Yes. But neither protons or neutrons are fundamental particles. So if I look at the bread and wine at the fundametal level I still can’t tell bread from wine. At which level then is this elusive substance of bread and wine? Do I have to zoom in at an even more fundamental level?The difference between bread and wine (and any matter) is that the protons, neutrons, and electrons that make them up are different in number and arrangement. Can we agree on this?
This still doesn’t explain where this substance is to be found. On a fundamental level there is no difference in makeup or arrangement. I’m really not trying to be that guy and nitpick everything you say apart. I’m trying to get an answer. You have used the terms essence, being and substance without explaining what those are.So they don’t have a different “what they are made of” because they are made of the same stuff - protons, neutrons, electrons. They have different properties because their makeup and arrangement of subatomic particles differs.

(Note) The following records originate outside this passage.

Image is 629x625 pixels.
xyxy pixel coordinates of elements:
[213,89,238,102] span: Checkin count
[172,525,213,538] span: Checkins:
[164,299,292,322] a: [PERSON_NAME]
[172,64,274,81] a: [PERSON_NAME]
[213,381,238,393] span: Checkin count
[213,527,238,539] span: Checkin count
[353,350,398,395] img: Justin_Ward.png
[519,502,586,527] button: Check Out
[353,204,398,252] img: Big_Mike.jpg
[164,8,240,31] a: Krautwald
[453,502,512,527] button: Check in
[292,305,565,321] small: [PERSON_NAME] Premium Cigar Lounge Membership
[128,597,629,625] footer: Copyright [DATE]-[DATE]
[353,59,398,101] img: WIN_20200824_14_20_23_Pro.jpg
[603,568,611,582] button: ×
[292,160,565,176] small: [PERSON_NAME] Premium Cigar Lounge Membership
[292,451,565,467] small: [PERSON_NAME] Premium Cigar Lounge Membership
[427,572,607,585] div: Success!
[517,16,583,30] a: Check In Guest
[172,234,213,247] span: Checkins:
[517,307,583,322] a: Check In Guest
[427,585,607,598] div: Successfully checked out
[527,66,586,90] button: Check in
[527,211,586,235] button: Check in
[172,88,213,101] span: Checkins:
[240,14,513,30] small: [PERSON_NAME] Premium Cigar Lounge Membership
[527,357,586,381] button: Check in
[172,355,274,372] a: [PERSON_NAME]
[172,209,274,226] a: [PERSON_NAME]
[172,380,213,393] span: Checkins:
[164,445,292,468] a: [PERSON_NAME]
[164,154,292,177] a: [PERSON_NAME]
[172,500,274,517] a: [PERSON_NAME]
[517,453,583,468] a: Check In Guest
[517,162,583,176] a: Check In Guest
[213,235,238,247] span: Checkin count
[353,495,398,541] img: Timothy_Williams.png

This still is no explanation for what substance is or how one verifies that the substance of bread no longer is there. Only that you believe it and uses those terms.All we are trying to say is that they both differ from Christ’s soul and divinity…so when transubstantiation happens, although the so called “accidents” (perceivable properties) of the food remains the same, it is actually something else (the body, blood, soul, and divinity of Christ) In simple terms: looks, feels, smells, and tastes like bread/wine—but it’s actually Jesus’s body, blood, soul, divinity. That’s all we believe.
Correct. But church dogma does use the term substance. Hence my question: what is this substance?And besides, Aquinas’s attempted explanation is not an infallible Church dogma, so even if he’s wrong or right, it doesn’t matter, it’s one man’s curious attempt at understanding the nature of a miracle. We don’t know exactly how it happens, we only know that it does.